Winner Projects Over $150,000
Arid Garden Interpretation and Storytelling: Royal Botanic Gardens Victoria
The Arid Garden at Royal Botanic Gardens Victoria’s Melbourne Gardens is a recently redeveloped cactus and succulent garden located on the eastern end of Melbourne Gardens. Inside, we share the heart-warming and inspirational story behind many of the spectacular plants in this garden. Between 2015 and 2016, the Field family from northern Victoria, handed over plants that were like members of their family to the Gardens for safeguarding and display. Spanning two generations, this collection was of such extraordinary depth and diversity that it deserved careful consideration, in both landscape design and storytelling.
Melbourne Gardens horticulture, design, storytelling teams and collaborators, worked together with the Field family to design this new space and the interpretation within to showcase and share this collection in a space where design and storytelling seamlessly intersect, each supporting the other.
The Arid Garden tells a story of the power of collecting and childhood wonder; celebrates the intriguing adaptations of a group of plants; and explores how plant form and function inspire architecture, art and design.
The storytelling connects deeply and powerfully, is unexpected, curious, colourful and playful.
Royal Botanic Gardens Victoria (RBGV) worked with Fiona Rice and Alex Miles in developing the stories and interpretation for the Arid Garden, creating a beautiful, memorable, accessible and immersive experience into the intriguing world of cacti and succulents.
Judges Choice: Projects Over $150,000
Ancient Landscapes: Thylacine Design
The Ancient Landscapes Gallery is a place-based, permanent exhibition that invites visitors to explore the multi-layered significance of the Wellington Caves Reserve.
Using large-scale immersive multi-media, objects, and interactivity, the Gallery offers visitors an insight into the changing face of the site. Visitors travel from the deep past to today, through four key themes—the Devonian, the Pleistocene, the Wiradjuri First People, and the recent past. Each theme is framed as a snapshot into a particular moment in time, as though looking through a window, with the landscape of the Caves Reserve the one consistent point of reference.
The goal of the Gallery was to contextualise the 400-million-year history of the site, and its multiple levels and periods of significance, and to make them accessible to visitors. It was developed in collaboration with scientists and subject experts across Australia and has been designed with a focus on making scientific history immersive, exploratory, and fun.
The Ancient Landscapes Gallery is a stand-alone, permanent gallery within the Visitors Centre of Wellington Caves Reserve, NSW.


Highly Commended: Projects $15,000 – $50,000
Golden Land: The story of Food Production in Gawler, Gawler Cultural Heritage Centre
The exhibition Golden Land: The Story of Food Production in Gawler celebrates the food that has been cultivated, harvested and produced in this region.
The exhibition explores part of the complex history of food production in Gawler from the Kaurna community’s self-sufficient and sustainable lifestyle to the industrial-scale production of wheat, eggs, dairy and brewed beverages. Gawler has played a pivotal role in feeding not just locals but export markets across Australia and internationally.
The objective of this exhibition was to attract intergenerational audiences to the Cultural Heritage Centre to share their memories of kitchens from their past and to celebrate the role food plays in our lives. It was also an opportunity to celebrate the scale and innovation of historical industries that were once fundamental to the success of the town but are no longer part of the local economy.
Highly Commended: Projects $15,000 – $50,000
The Blade: Australia’s love affair with lawn: Synthetic Creative Services
A Carrick Hill touring exhibition
This exhibition explores why Australians love lawn. Australians love gardens and gardening, and lawns are one of our most enduring landscape features. For over two centuries this much-loved use of grass has survived changes in horticultural fashions and environmental conditions.
The AGHS partnered with the Australian Museum of Gardening (part of Carrick Hill Historic House and Garden in Adelaide) to mount a national touring exhibition on a gardening subject aiming to attract a broad visitation. The lawn mower in all its manifestations is part of our national cultural life and an icon in Australian social history, exemplified by the Victa. The exhibition aimed to explore the Gardening Museum’s collection including 23 lawn mowers and hundreds of tools related to lawn grooming and care from the past century. The design brief emphasised creating a self contained exhibit offering both enjoyment and understanding of the subject: lawn and mowing. Humour was to be used as a key tool in bringing the exhibit alive with the pun in the title setting the tone. Although the invention of the lawn mower in 1830 was a game changing moment, the team understood that not everyone is inspired by this fact.
The exhibition is a part of the 40th Anniversary of the Australian Garden History Society promoting awareness and conservation of significant gardens and cultural landscapes.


This task is to restate all of the entries exactly.

[Collected data entries]
════════════════
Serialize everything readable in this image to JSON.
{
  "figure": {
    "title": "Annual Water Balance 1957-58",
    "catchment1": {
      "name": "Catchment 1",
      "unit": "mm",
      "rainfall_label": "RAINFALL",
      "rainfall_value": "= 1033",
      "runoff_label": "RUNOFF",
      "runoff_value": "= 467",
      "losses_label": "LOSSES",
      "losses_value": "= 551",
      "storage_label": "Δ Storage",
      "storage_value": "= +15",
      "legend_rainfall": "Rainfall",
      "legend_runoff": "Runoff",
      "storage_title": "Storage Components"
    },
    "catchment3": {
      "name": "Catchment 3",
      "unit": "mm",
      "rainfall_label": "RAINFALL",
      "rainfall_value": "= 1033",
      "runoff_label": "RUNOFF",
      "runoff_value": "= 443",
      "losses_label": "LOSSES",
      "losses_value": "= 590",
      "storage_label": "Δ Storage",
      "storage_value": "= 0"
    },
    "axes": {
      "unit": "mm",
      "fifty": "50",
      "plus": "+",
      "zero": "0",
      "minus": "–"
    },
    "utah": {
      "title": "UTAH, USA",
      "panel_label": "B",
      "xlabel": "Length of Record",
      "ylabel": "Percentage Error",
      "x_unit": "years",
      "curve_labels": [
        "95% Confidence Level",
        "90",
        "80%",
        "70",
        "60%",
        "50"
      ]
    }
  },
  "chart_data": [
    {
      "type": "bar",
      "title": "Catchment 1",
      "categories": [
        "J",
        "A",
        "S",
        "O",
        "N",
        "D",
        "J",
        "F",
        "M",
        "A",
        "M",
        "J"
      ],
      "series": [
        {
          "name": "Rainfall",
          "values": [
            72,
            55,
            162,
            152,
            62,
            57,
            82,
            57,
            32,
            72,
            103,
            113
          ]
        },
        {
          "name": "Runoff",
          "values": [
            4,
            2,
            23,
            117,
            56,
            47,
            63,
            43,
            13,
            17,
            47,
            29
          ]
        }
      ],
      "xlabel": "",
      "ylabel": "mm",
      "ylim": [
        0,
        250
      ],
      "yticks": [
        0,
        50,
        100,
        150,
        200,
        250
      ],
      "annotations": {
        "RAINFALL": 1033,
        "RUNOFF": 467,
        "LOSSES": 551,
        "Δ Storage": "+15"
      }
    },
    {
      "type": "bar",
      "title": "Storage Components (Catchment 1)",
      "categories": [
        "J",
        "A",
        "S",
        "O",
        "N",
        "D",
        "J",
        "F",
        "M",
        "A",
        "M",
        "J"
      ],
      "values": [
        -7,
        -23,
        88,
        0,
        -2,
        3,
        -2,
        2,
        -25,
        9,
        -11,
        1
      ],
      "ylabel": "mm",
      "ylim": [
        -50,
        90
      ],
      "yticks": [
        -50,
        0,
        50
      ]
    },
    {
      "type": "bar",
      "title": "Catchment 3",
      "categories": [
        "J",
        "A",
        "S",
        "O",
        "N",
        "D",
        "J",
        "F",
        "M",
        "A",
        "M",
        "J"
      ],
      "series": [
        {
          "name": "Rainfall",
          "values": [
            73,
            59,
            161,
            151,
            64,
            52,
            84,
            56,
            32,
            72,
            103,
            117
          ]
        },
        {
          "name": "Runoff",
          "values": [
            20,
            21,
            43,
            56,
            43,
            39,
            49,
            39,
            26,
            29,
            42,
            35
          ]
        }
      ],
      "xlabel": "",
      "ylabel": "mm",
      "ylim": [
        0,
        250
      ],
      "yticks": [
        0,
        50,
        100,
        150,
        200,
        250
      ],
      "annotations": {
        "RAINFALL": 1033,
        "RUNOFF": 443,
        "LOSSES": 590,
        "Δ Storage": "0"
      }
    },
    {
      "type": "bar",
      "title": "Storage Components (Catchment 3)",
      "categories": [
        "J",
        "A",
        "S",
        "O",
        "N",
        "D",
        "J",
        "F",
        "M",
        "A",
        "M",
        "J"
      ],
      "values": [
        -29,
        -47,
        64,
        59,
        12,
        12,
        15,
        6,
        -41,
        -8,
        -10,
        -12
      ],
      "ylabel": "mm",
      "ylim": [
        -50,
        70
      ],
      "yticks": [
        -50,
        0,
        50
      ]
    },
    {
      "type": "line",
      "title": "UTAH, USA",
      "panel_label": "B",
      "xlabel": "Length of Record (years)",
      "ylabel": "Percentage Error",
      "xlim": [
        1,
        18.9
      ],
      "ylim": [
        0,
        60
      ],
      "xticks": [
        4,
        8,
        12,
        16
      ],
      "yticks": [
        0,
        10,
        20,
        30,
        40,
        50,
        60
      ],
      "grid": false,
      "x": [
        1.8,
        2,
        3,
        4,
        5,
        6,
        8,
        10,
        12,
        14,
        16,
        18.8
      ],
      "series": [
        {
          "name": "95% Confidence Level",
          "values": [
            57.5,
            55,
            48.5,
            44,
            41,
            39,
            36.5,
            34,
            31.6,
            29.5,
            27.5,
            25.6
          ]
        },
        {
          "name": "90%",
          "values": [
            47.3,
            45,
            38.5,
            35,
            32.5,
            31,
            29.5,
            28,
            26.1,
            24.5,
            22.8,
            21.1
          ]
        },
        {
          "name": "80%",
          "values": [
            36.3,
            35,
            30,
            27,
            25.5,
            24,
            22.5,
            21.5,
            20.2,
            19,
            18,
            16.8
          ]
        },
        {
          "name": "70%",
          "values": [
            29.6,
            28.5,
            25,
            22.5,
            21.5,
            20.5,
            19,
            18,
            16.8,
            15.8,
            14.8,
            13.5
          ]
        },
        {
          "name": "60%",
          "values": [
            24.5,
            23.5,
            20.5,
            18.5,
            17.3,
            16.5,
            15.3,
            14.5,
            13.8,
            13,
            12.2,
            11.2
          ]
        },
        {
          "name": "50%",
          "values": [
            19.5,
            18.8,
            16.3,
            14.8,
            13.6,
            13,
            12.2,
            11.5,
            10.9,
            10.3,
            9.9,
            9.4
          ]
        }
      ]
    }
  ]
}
════════════════
◆ Response to the exercise ◆
Serialize everything readable in this image to JSON.
{
  "figure": {
    "title": "Annual Water Balance 1957-58",
    "catchment1": {
      "name": "Catchment 1",
      "unit": "mm",
      "rainfall_label": "RAINFALL",
      "rainfall_value": "= 1033",
      "runoff_label": "RUNOFF",
      "runoff_value": "= 467",
      "losses_label": "LOSSES",
      "losses_value": "= 551",
      "storage_label": "Δ Storage",
      "storage_value": "= +15",
      "legend_rainfall": "Rainfall",
      "legend_runoff": "Runoff",
      "storage_title": "Storage Components"
    },
    "catchment3": {
      "name": "Catchment 3",
      "unit": "mm",
      "rainfall_label": "RAINFALL",
      "rainfall_value": "= 1033",
      "runoff_label": "RUNOFF",
      "runoff_value": "= 443",
      "losses_label": "LOSSES",
      "losses_value": "= 590",
      "storage_label": "Δ Storage",
      "storage_value": "= 0"
    },
    "axes": {
      "unit": "mm",
      "fifty": "50",
      "plus": "+",
      "zero": "0",
      "minus": "–"
    },
    "utah": {
      "title": "UTAH, USA",
      "panel_label": "B",
      "xlabel": "Length of Record",
      "ylabel": "Percentage Error",
      "x_unit": "years",
      "curve_labels": [
        "95% Confidence Level",
        "90",
        "80%",
        "70",
        "60%",
        "50"
      ]
    }
  },
  "chart_data": [
    {
      "type": "bar",
      "title": "Catchment 1",
      "categories": [
        "J",
        "A",
        "S",
        "O",
        "N",
        "D",
        "J",
        "F",
        "M",
        "A",
        "M",
        "J"
      ],
      "series": [
        {
          "name": "Rainfall",
          "values": [
            72,
            55,
            162,
            152,
            62,
            57,
            82,
            57,
            32,
            72,
            103,
            113
          ]
        },
        {
          "name": "Runoff",
          "values": [
            4,
            2,
            23,
            117,
            56,
            47,
            63,
            43,
            13,
            17,
            47,
            29
          ]
        }
      ],
      "xlabel": "",
      "ylabel": "mm",
      "ylim": [
        0,
        250
      ],
      "yticks": [
        0,
        50,
        100,
        150,
        200,
        250
      ],
      "annotations": {
        "RAINFALL": 1033,
        "RUNOFF": 467,
        "LOSSES": 551,
        "Δ Storage": "+15"
      }
    },
    {
      "type": "bar",
      "title": "Storage Components (Catchment 1)",
      "categories": [
        "J",
        "A",
        "S",
        "O",
        "N",
        "D",
        "J",
        "F",
        "M",
        "A",
        "M",
        "J"
      ],
      "values": [
        -7,
        -23,
        88,
        0,
        -2,
        3,
        -2,
        2,
        -25,
        9,
        -11,
        1
      ],
      "ylabel": "mm",
      "ylim": [
        -50,
        90
      ],
      "yticks": [
        -50,
        0,
        50
      ]
    },
    {
      "type": "bar",
      "title": "Catchment 3",
      "categories": [
        "J",
        "A",
        "S",
        "O",
        "N",
        "D",
        "J",
        "F",
        "M",
        "A",
        "M",
        "J"
      ],
      "series": [
        {
          "name": "Rainfall",
          "values": [
            73,
            59,
            161,
            151,
            64,
            52,
            84,
            56,
            32,
            72,
            103,
            117
          ]
        },
        {
          "name": "Runoff",
          "values": [
            20,
            21,
            43,
            56,
            43,
            39,
            49,
            39,
            26,
            29,
            42,
            35
          ]
        }
      ],
      "xlabel": "",
      "ylabel": "mm",
      "ylim": [
        0,
        250
      ],
      "yticks": [
        0,
        50,
        100,
        150,
        200,
        250
      ],
      "annotations": {
        "RAINFALL": 1033,
        "RUNOFF": 443,
        "LOSSES": 590,
        "Δ Storage": "0"
      }
    },
    {
      "type": "bar",
      "title": "Storage Components (Catchment 3)",
      "categories": [
        "J",
        "A",
        "S",
        "O",
        "N",
        "D",
        "J",
        "F",
        "M",
        "A",
        "M",
        "J"
      ],
      "values": [
        -29,
        -47,
        64,
        59,
        12,
        12,
        15,
        6,
        -41,
        -8,
        -10,
        -12
      ],
      "ylabel": "mm",
      "ylim": [
        -50,
        70
      ],
      "yticks": [
        -50,
        0,
        50
      ]
    },
    {
      "type": "line",
      "title": "UTAH, USA",
      "panel_label": "B",
      "xlabel": "Length of Record (years)",
      "ylabel": "Percentage Error",
      "xlim": [
        1,
        18.9
      ],
      "ylim": [
        0,
        60
      ],
      "xticks": [
        4,
        8,
        12,
        16
      ],
      "yticks": [
        0,
        10,
        20,
        30,
        40,
        50,
        60
      ],
      "grid": false,
      "x": [
        1.8,
        2,
        3,
        4,
        5,
        6,
        8,
        10,
        12,
        14,
        16,
        18.8
      ],
      "series": [
        {
          "name": "95% Confidence Level",
          "values": [
            57.5,
            55,
            48.5,
            44,
            41,
            39,
            36.5,
            34,
            31.6,
            29.5,
            27.5,
            25.6
          ]
        },
        {
          "name": "90%",
          "values": [
            47.3,
            45,
            38.5,
            35,
            32.5,
            31,
            29.5,
            28,
            26.1,
            24.5,
            22.8,
            21.1
          ]
        },
        {
          "name": "80%",
          "values": [
            36.3,
            35,
            30,
            27,
            25.5,
            24,
            22.5,
            21.5,
            20.2,
            19,
            18,
            16.8
          ]
        },
        {
          "name": "70%",
          "values": [
            29.6,
            28.5,
            25,
            22.5,
            21.5,
            20.5,
            19,
            18,
            16.8,
            15.8,
            14.8,
            13.5
          ]
        },
        {
          "name": "60%",
          "values": [
            24.5,
            23.5,
            20.5,
            18.5,
            17.3,
            16.5,
            15.3,
            14.5,
            13.8,
            13,
            12.2,
            11.2
          ]
        },
        {
          "name": "50%",
          "values": [
            19.5,
            18.8,
            16.3,
            14.8,
            13.6,
            13,
            12.2,
            11.5,
            10.9,
            10.3,
            9.9,
            9.4
          ]
        }
      ]
    }
  ]
}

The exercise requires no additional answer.